What Actually Works (And Why We Are Not Doing It)
Japan's most effective programs share three characteristics. They are relational, not institutional. They are patient on timescales that governments and funders hate -- years, not quarters. And they meet people where they are, including inside their rooms, rather than requiring them to come to where services are. The Ibasho Cafe model, developed in Fukuoka, creates informal community spaces with no mandatory participation, no therapeutic framing, and no expectation of progress. People come if they want. They leave if they want. There are no intake forms. Research from Kyushu University found that Ibasho-style spaces produced higher engagement rates among withdrawn individuals than any structured program. Some countries are beginning to adapt these lessons. South Korea launched the "Youth Independence Support" program in 2023, which includes home visits and relationship-building before any discussion of employment. Finland's housing-first approach for young adults -- providing unconditional housing without requiring participation in programs -- has shown promising early results. But these approaches share a political liability: they are expensive, slow, and do not produce the metrics that policymakers use to justify budgets. They cannot be measured in job placements per quarter. They are measured in doors opened after years of knocking.

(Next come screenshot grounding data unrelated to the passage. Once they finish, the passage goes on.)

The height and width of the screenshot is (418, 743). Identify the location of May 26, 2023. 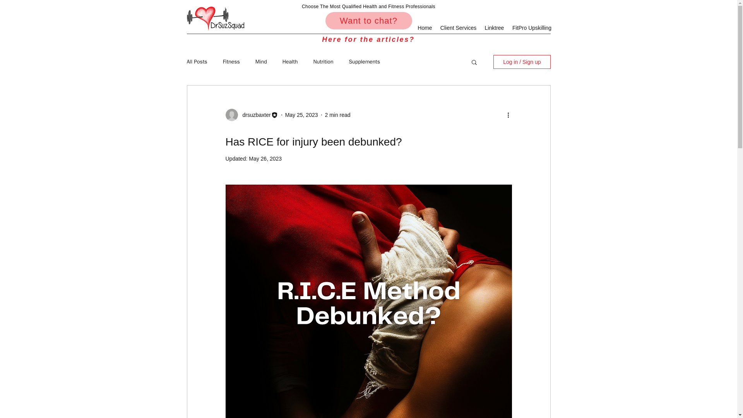
(265, 158).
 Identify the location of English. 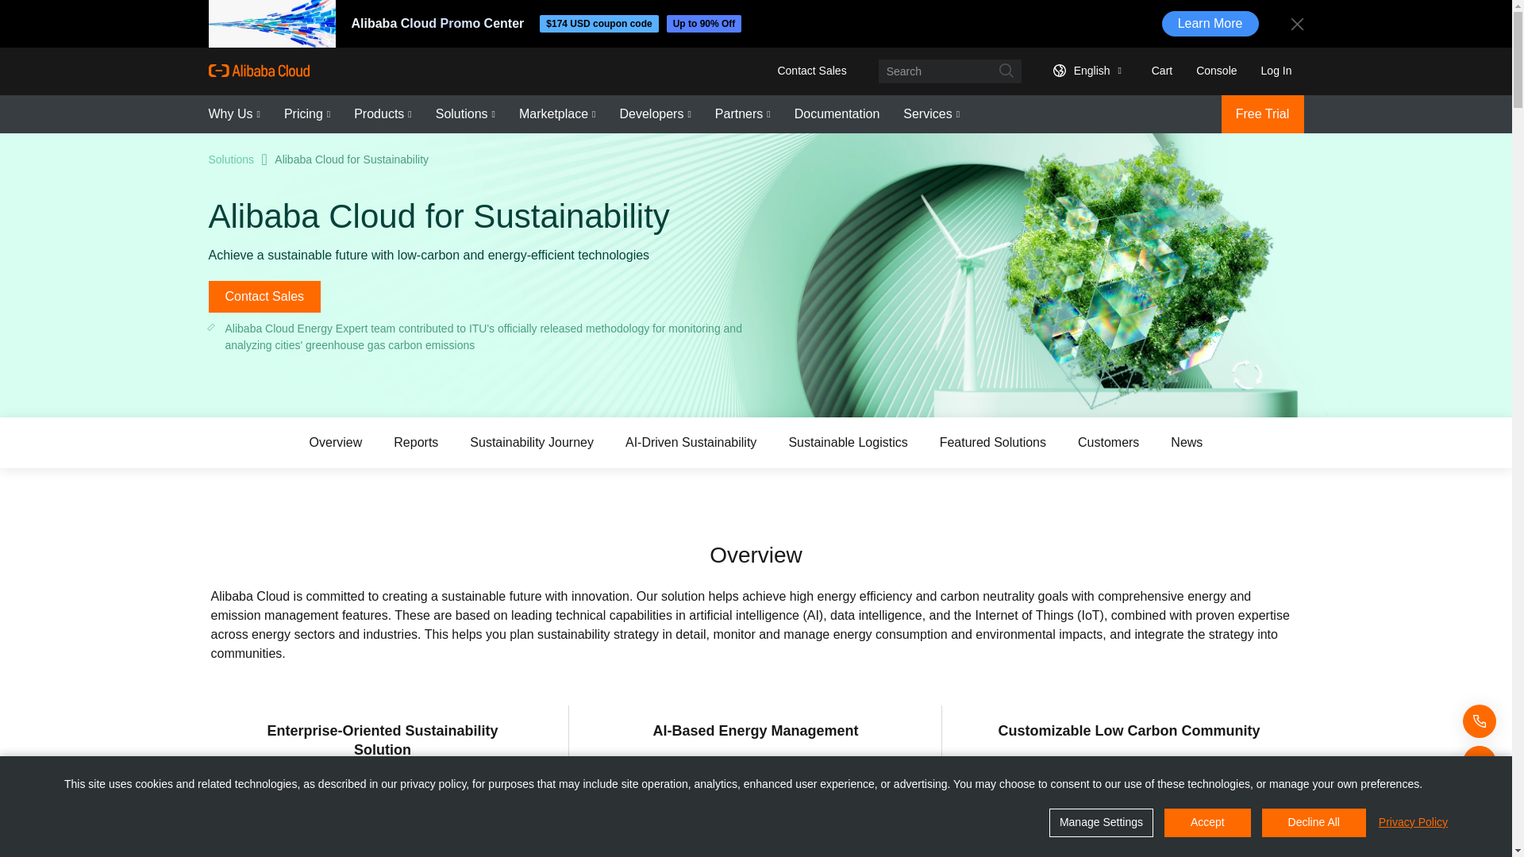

The Part That Refuses to Resolve
There are currently an estimated 10 million young people across the developed world who have functionally withdrawn from participation in their societies. That number is growing. The structural causes -- precarious economics, digital substitution, social atomization -- are intensifying, not reversing. Japan told us this was coming. They told us in 2000 with a government white paper and a word we did not bother to learn. They told us again every year for a quarter century as their numbers climbed and their interventions taught them what works and what does not. We are at the beginning of our own reckoning with this, and we are making exactly the same mistakes Japan made in its early years: treating withdrawal as individual pathology, designing institutional solutions for relational problems, and measuring success in metrics that have nothing to do with the actual crisis. The young man in Tokyo told me one more thing before I left. He said: "Everyone asks when I am going to rejoin society. Nobody asks what kind of society would make me want to." I think about that question constantly. I do not have an answer. I am not sure we are even asking it yet.